- Published on
Closures in Python
Closures are one of those Python features that sound scary until you see them—and then they click 😄 Let’s walk through it gently.
The idea in plain English
A closure is a function that:
- is defined inside another function
- remembers variables from the outer function even after the outer function has finished running
So the inner function “closes over” those variables. Hence the name closure.
A tiny example
def outer():
x = 10
def inner():
print(x)
return inner
Now watch this:
f = outer() # outer() finishes execution
f() # prints 10
Even though outer() is done, inner() still remembers x = 10.
👉 That’s a closure.
Why is this interesting?
Because normally, local variables disappear when a function returns. Closures keep them alive.
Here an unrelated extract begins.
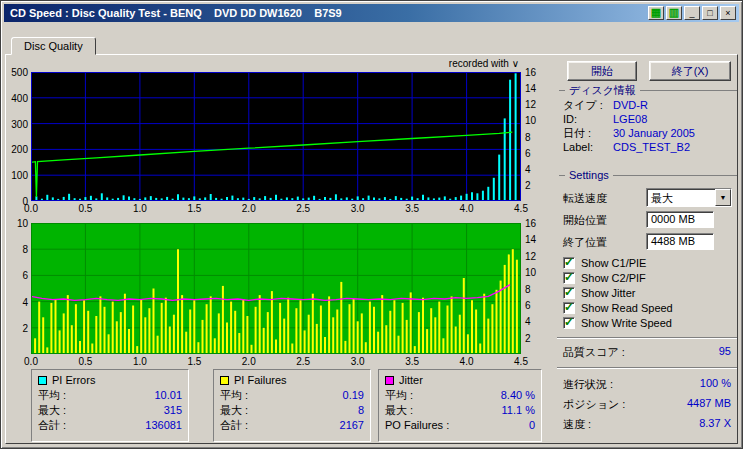 The image size is (743, 449). I want to click on stat-label: 合計 :, so click(234, 426).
Another example (more practical)
def make_multiplier(n):
def multiplier(x):
return x * n
return multiplier
Use it like this:
double = make_multiplier(2)
triple = make_multiplier(3)
print(double(5)) # 10
print(triple(5)) # 15
What’s happening:
nis local tomake_multiplier- each returned
multiplierfunction remembers its ownn doubleremembersn = 2tripleremembersn = 3
Each returned function has its own closure state.
Key properties of closures
A function is a closure if:
- It is nested (defined inside another function)
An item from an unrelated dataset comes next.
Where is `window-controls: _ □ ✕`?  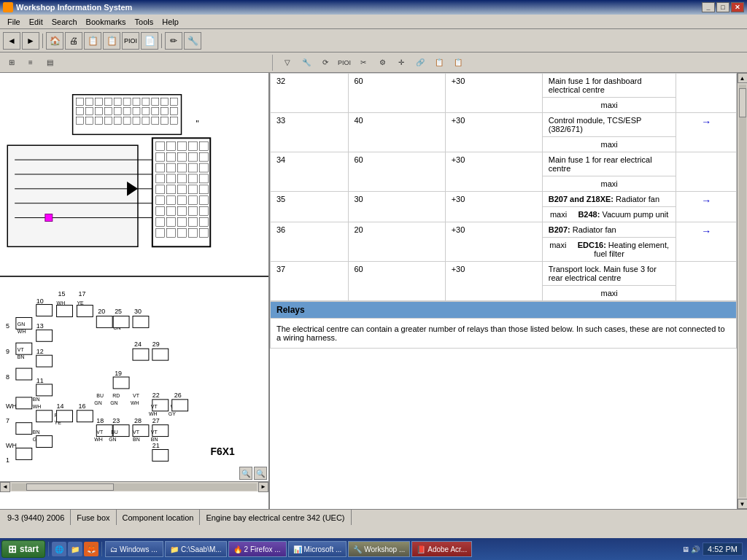
window-controls: _ □ ✕ is located at coordinates (723, 7).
- It references variables from the outer function
- The outer function has already returned
Inspecting a closure (optional nerd bit 🤓)
print(double.__closure__)
You’ll see something like:
(<cell at 0x...: int object at ...>,)
That “cell” is where Python stores the remembered value (n = 2).
Modifying outer variables: nonlocal
If you want to change a captured variable:
def counter():
count = 0
def inc():
nonlocal count
count += 1
return count
return inc
c = counter()
c() # 1
c() # 2
c() # 3
Without nonlocal, Python would think count is a new local variable.
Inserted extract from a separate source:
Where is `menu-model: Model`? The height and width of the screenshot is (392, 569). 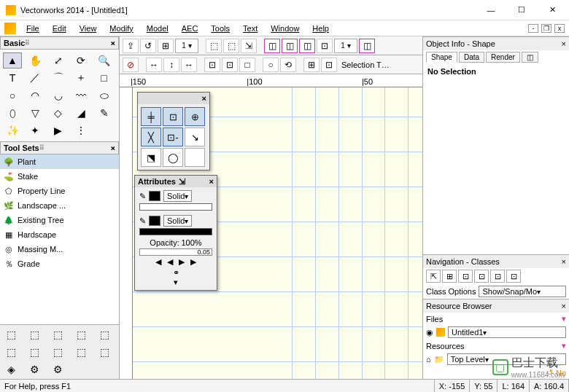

When are closures actually useful?
Closures are great for:
- Function factories (like
make_multiplier) - Configuration without globals
- Callbacks
- Decorators (closures are the backbone of decorators)
- Keeping state without using classes
Closures vs classes (intuition)
This:
def make_adder(n):
return lambda x: x + n
Is conceptually similar to:
class Adder:
def __init__(self, n):
self.n = n
def __call__(self, x):
return x + self.n
Closures = lightweight objects with hidden state.